Bruce makes that same point in the full article, it just wasn't mentioned in the summary. ...yeah yeah, nobody RTFAs :(
The browser can be hacked; most of them have been at one time or another. Any data stored in the browser can potentially be retrieved by a third party. Personally, I consider memorizing a few passwords and their variants to be effort well-invested,
That's one way it can happen.
Caveat Utilitor
If my goal is to use your GMail account for spam then yes, I will change the password. If my goal is to monitor your emails I most certainly will not change the password, and will just log in every day to read your correspondence.

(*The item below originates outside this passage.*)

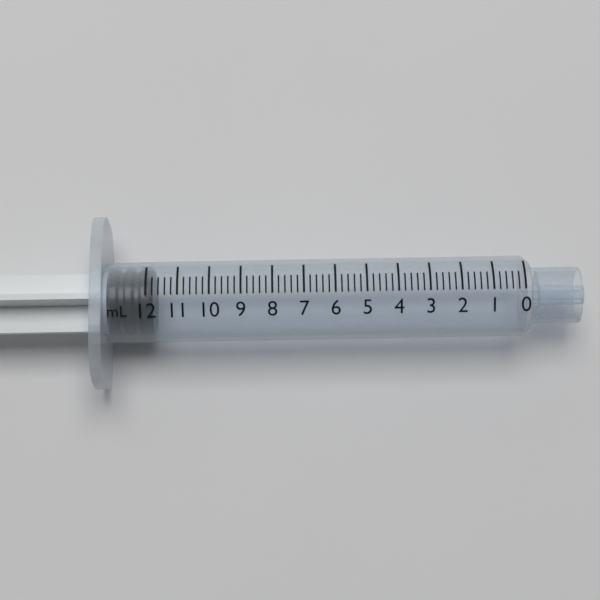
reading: 11.8 mL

That's an excellent point. Unfortunately, even a regular change-of-password routine means that the malicious party gets a month, or three months, or six months, or what-have-you length of time following your account.
This is why I am annoyed that so few systems implement the simple precaution of displaying the last date, time, and location from which I (putatively) logged in. At negligible cost, that information would allow me to detect a compromised account at next login, rather than remaining unknowingly insecure until my next password change.
Gmail displays this information in the footer of the page. However, you must be aware of this, and you have to know what it means, what your IP-address is, etc. I know this info exists, but I almost never look at it to be honest.
But TFA did - he mentions how after breaking up with someone you shared a computer with you should change all of your passwords. Almost like Bruce Schneier has had experience with that...
a very common attack is where the attacker gets hold of the hashed passwords one way or another.
A system shouldn't make this easily avaiolable. The password file really should be hard to get. Besides giving you the hashed passwords, it also gives you a list of valid user names. Having to guess both the user names and the passwords makes breaking into a system much harder.
Who would win this election: Andrew Weiner vs Andrew Weiner's weiner.